The session, hosted by Mavenoid's Joe Poupard, drew on six years of leading customer care at the Toronto-based smart thermostat maker. Andrée's job has been to operationalize ecobee's brand promise of "memorable care" at a company whose install base has grown a minimum of 25% year-over-year. By mid-2023, that scale demanded a new kind of support, and that is when ecobee partnered with Mavenoid.
The strategy: aim for impact
Everything at ecobee is organized around three customer journeys: pre-install, install, and post-install. Andrée has said this framework is how she explains support to the C-suite, and it drives every deployment decision. When ecobee started with Mavenoid, post-install accounted for 68% of all support contacts. That is the journey the team aimed at first.
Most teams launching AI pick off the simpler, lower-stakes problems and work up from there. Andrée went the other way. Using a complexity-versus-criticality matrix, she and her team prioritized high-criticality use cases first, where the impact on customers was greatest. "We needed to make a big impact fast. We were growing too fast as a company," she said.

Every early assumption was beaten
ecobee set a baseline solve-rate expectation of 25%. Mavenoid came in at 47% right out of the gate. Early satisfaction landed in the low 70s, which Andrée called "a very nice surprise." Today the tool pushes 89 to 90%, effectively matching human CSAT. "I didn't think people would use it," Andrée admitted. "Plain and simple."
One piece of groundwork made the fast launch possible. ecobee spent 2023 cleaning up its knowledge base, and that investment is why Mavenoid could go live quickly. Andrée's note for anyone starting today: no one should spend a year on a knowledge base now. Tools like Claude and Perplexity can template and translate in a fraction of the time.
The Wi-Fi story: AI revealed 30× hidden demand
ecobee had been handling around 2,000 Wi-Fi disconnect phone calls a month. A small cross-team tweak (renaming an in-app panel from "disconnected" to "reconnect your thermostat," and routing it into a Mavenoid flow) reshaped the numbers. Suddenly the team saw 2,000 users a day, roughly 60,000 a month, using the self-serve flow. The demand had been invisible until then.
Inside that single flow:
- Solve rate: 80%+
- Satisfaction rate: 90%+
The ratio that flipped three years early
At the end of 2024, 72% of ecobee's contacts went to humans and 28% to the tool. The official 2028 goal was 65% tool / 35% human.
By the end of 2025, the ratio flipped, clearing the 2028 target in a single year. Today Mavenoid handles volume equivalent to 60 to 80 full-time agents, and the platform serves roughly 110,000 ecobee users every month.

The human element got stronger
A common worry with AI support is that it hollows out the human team. ecobee's data tells a different story. The company's brand promise is "memorable care," and Andrée has been deliberate about keeping humans on the calls where they matter most. Installation, the moment when a customer has just opened the box and wants to be comfortable immediately, goes to a priority phone queue. With Wi-Fi disconnections and other high-volume troubleshooting handled by Mavenoid, tier-1 agents now spend their time on harder, more complex issues, and the numbers have climbed.
ecobee's tier-1 training runs a minimum of three months, with six months to proficiency. That investment shows up in the feedback.
- Phone CSAT: consistently over 90%
- 40,000+ CSAT surveys a year, with roughly 80% including free-text comments
- The words customers use most often: patient, helpful, and knowledgeable
- ecobee's user guides, built through Mavenoid, carry a satisfaction rate that has never dropped below 95%
Because ecobee's average handle time runs around 20 minutes per call, every deflected interaction carries outsized impact. The tool frees agents to focus on exactly the conversations where human judgment matters most.
A framework worth stealing
A few principles Andrée kept coming back to:
- Know your numbers. Invent a baseline if you need to.
- Aim for impact. Easy wins can come later.
- Meet customers where they already are, in the app and at the moment of need.
- Don't demand identity up front if the use case doesn't require it. Friction kills adoption.
- Look at a thousand data points before drawing conclusions. Below that, the signal is not reliable enough to act on.
- Match the tool to the problem. Horizontal AI is strong, but at this point troubleshooting still takes depth of expertise. Use the knowledge base as guardrails for whatever AI you pick.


> **What needs to be done**
Among the entries, find each line that includes the string "base" and list it.

> **Data shown**
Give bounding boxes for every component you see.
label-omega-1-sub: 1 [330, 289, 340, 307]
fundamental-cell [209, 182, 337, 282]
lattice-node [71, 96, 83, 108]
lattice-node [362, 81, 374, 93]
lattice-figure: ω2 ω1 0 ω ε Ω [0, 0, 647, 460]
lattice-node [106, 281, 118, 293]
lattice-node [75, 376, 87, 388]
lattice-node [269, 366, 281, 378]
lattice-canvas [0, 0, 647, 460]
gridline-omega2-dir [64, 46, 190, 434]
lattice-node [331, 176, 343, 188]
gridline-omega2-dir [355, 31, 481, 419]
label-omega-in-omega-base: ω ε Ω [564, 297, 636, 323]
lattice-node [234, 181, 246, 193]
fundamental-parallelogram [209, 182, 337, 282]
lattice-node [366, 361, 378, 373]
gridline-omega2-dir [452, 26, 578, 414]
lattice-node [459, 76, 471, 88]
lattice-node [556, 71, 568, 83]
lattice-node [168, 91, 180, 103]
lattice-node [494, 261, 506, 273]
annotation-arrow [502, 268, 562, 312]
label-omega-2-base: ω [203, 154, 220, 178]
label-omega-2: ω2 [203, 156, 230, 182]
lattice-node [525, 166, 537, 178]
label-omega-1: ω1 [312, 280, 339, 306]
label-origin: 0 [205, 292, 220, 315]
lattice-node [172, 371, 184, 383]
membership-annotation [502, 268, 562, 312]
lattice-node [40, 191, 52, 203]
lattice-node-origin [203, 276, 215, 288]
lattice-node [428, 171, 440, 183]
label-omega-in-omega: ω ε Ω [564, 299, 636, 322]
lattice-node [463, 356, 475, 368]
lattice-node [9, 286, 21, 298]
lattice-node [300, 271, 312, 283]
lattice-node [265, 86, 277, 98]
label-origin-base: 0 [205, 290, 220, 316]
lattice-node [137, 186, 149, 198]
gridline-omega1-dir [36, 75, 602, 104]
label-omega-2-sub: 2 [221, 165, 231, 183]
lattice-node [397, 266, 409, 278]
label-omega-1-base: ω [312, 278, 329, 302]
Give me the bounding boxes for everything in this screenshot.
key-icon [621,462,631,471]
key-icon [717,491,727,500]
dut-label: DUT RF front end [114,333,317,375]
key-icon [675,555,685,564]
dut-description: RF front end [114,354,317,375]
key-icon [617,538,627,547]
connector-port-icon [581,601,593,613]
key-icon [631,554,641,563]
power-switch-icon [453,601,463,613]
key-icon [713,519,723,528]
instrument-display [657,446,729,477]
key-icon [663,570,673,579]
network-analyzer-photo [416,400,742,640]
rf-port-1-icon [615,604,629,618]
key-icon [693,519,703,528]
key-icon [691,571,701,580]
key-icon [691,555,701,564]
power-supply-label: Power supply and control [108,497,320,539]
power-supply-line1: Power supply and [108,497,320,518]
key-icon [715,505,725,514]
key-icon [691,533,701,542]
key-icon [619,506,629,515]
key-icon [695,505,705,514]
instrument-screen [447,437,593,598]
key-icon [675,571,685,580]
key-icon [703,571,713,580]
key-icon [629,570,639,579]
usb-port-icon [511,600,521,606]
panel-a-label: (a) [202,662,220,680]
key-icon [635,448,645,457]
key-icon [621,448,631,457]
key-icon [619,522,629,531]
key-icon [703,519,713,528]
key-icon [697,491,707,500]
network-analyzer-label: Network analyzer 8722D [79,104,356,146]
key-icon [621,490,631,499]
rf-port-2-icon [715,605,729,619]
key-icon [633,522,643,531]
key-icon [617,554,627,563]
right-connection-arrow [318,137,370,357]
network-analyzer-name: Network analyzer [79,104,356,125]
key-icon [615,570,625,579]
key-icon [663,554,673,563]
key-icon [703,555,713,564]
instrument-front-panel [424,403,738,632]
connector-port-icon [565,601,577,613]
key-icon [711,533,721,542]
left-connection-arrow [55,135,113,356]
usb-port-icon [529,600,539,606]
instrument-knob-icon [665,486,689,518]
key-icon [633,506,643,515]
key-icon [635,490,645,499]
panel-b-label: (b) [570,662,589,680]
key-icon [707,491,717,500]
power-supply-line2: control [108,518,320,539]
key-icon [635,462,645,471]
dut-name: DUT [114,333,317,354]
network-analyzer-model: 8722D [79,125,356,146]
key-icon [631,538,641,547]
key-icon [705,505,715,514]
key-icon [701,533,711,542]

> **The completed task**
label-omega-in-omega-base: ω ε Ω [564, 297, 636, 323]
label-omega-2-base: ω [203, 154, 220, 178]
label-origin-base: 0 [205, 290, 220, 316]
label-omega-1-base: ω [312, 278, 329, 302]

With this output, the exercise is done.